Distinguishing Collection Sets from Category Collections
The collection tree has two kinds of nodes that look identical in the filesystem but serve completely different purposes.
A node like travels/asia/ is purely organisational. It groups cities under a region but isn’t something you’d point someone to as a finished work. A node like travels/asia/chiang-mai/ is a real photo set — curated, dated, and ready to stand on its own.
Both are index.md files. Both live in the same hierarchy. Without an explicit signal, there’s no clean way to tell them apart.
The problem: archives need to filter
The archives page aggregates all published content into a chronological timeline — articles, notes, links, and now photo collections. The intent is to show things worth revisiting, not every internal navigation node.
Showing Travels or Asia in the archive alongside Chiang Mai would be noise. Those nodes don’t have standalone value; they’re structure.
The solution: a set flag
A single boolean field in the collections_photos schema:
const collections_photos = defineCollection({
schema: z.object({
title: z.string(),
description: z.string(),
location: z.string().optional(),
publishDate: z.coerce.date().optional(),
draft: z.boolean().default(false),
coverImage: z.string().optional(),
order: z.number().int().default(0),
set: z.boolean().default(false),
}),
});
Defaults to false, so existing category nodes need no changes. Only the actual photo sets carry set: true:
---
title: Chiang Mai
description: Street scenes and quiet moments from Chiang Mai.

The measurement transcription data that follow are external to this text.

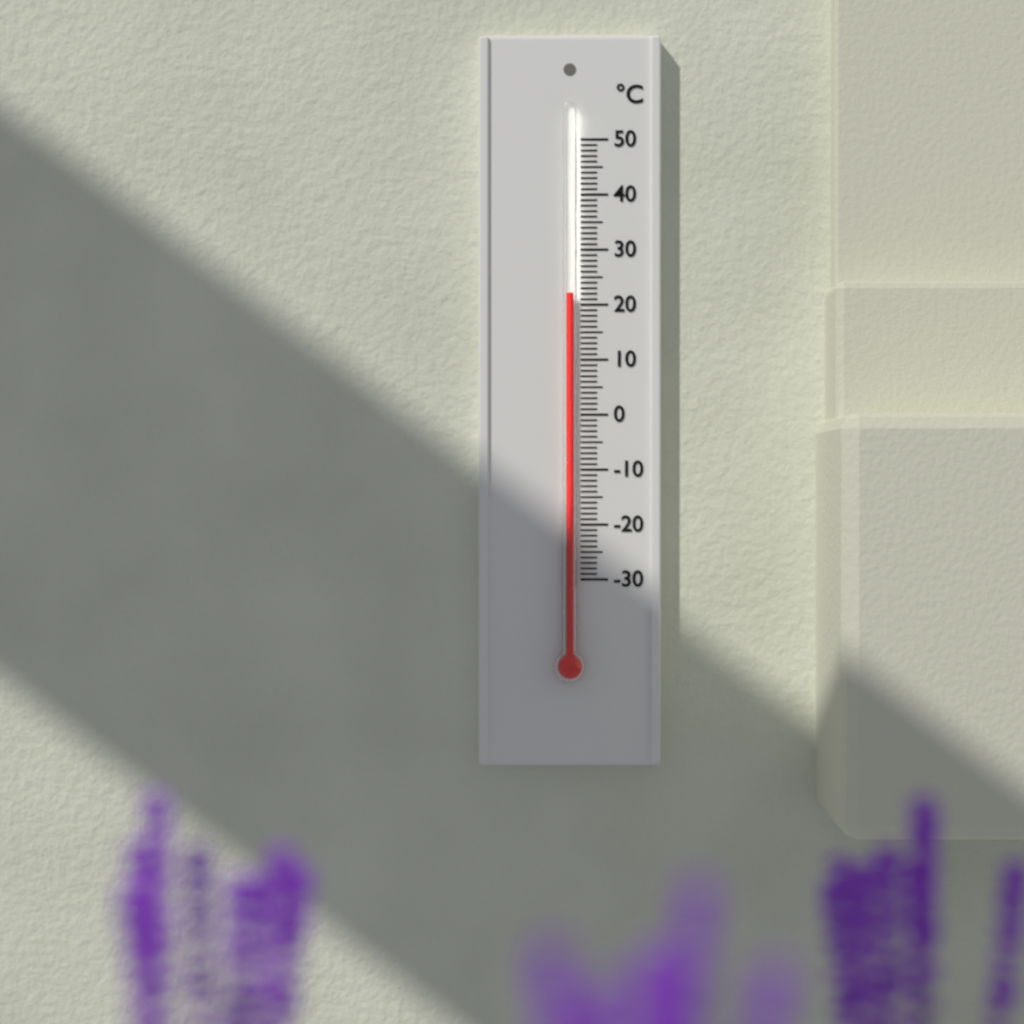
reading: 22 °C
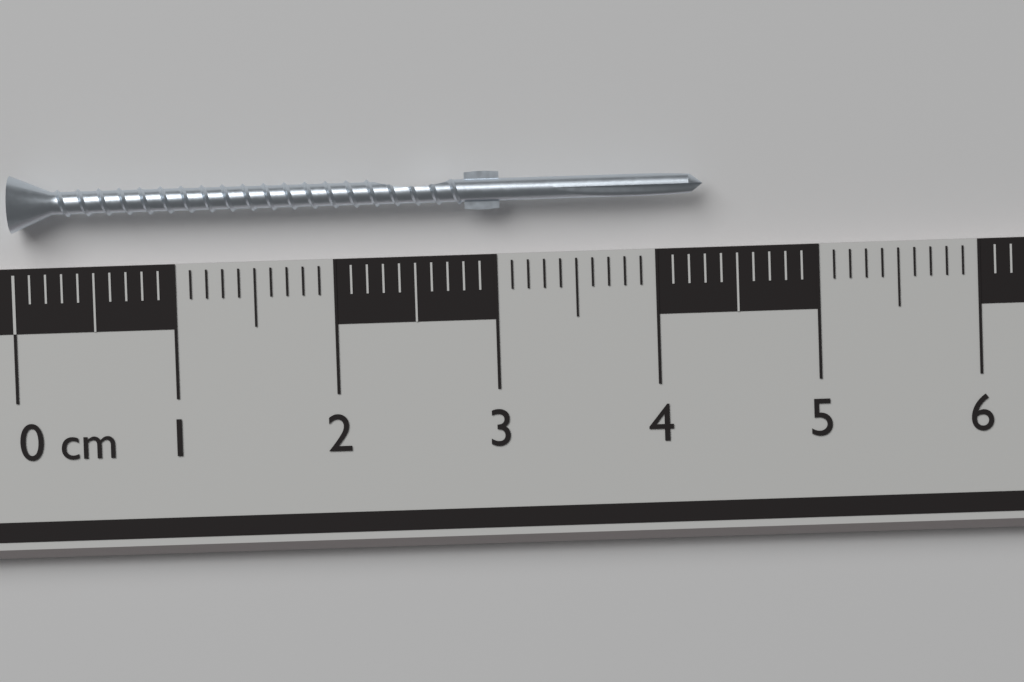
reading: 4.3 cm
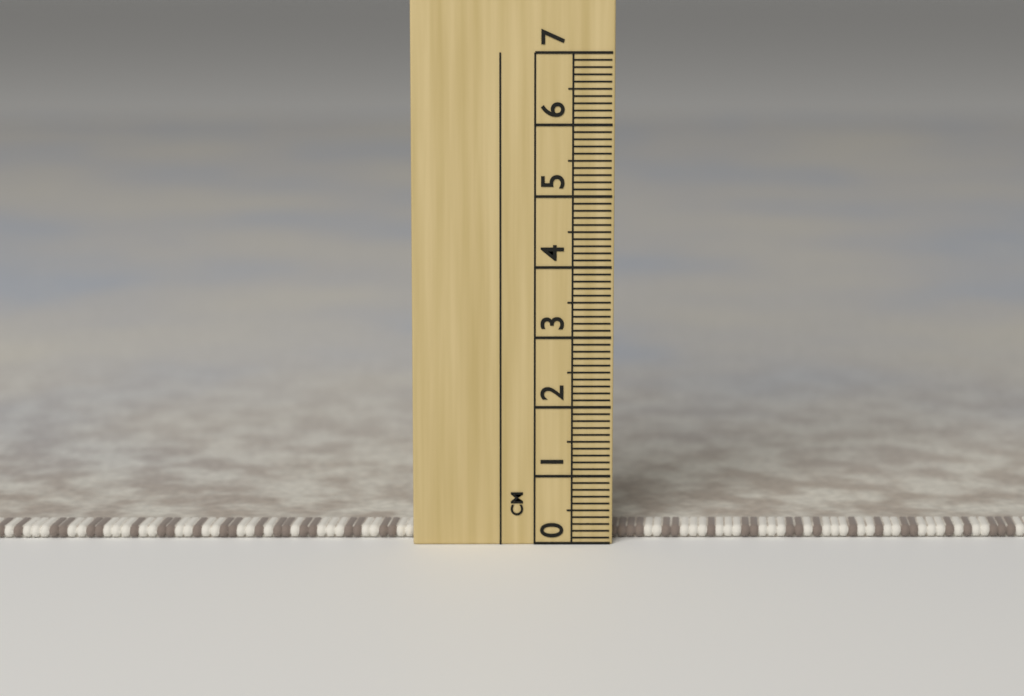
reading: 0.2 cm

location: Chiang Mai, Thailand
publishDate: 2025-10-06T11:04:00+01:00
set: true
---
travels/index.md and asia/index.md stay untouched. No set field, no publishDate — they remain what they are: navigation aids.
Why not infer from publishDate?
The publishDate field was already present on leaf collections and absent on category nodes, which makes it a tempting proxy. Filter on !!publishDate and you’d get the same result today.
The problem is semantic drift. publishDate means “when this was published”. Using its presence as a proxy for “this is a real set” gives the field two meanings. It also creates a subtle trap: adding a date to a category node for some future purpose would silently promote it to the archive.
An explicit set: true says what it means. The filter in the archives page is unambiguous:
const photoSets = (
await getCollection(
"collections_photos",
({ data }) => data.set && !data.draft && !!data.publishDate,
)
).map((c) => ({
title: c.data.title,
date: c.data.publishDate!,
url: `/photos/collections/${collectionSlug(c)}`,
type: "photos" as const,
}));
Both conditions must hold: the node must be flagged as a set, and it must have a publish date. Either alone isn’t enough.
The archive result
Photo sets appear in the archive alongside articles and notes, grouped by year, with a Photo Collection type badge. Category collections never appear. New collections added in the future are opt-in — the default is invisible until explicitly marked as a set.
The two flags also serve different authors in different moments. You might create a collection node and start adding photos over weeks before it’s ready to publish. The set flag declares intent; publishDate declares readiness. Keeping them separate makes the draft workflow cleaner.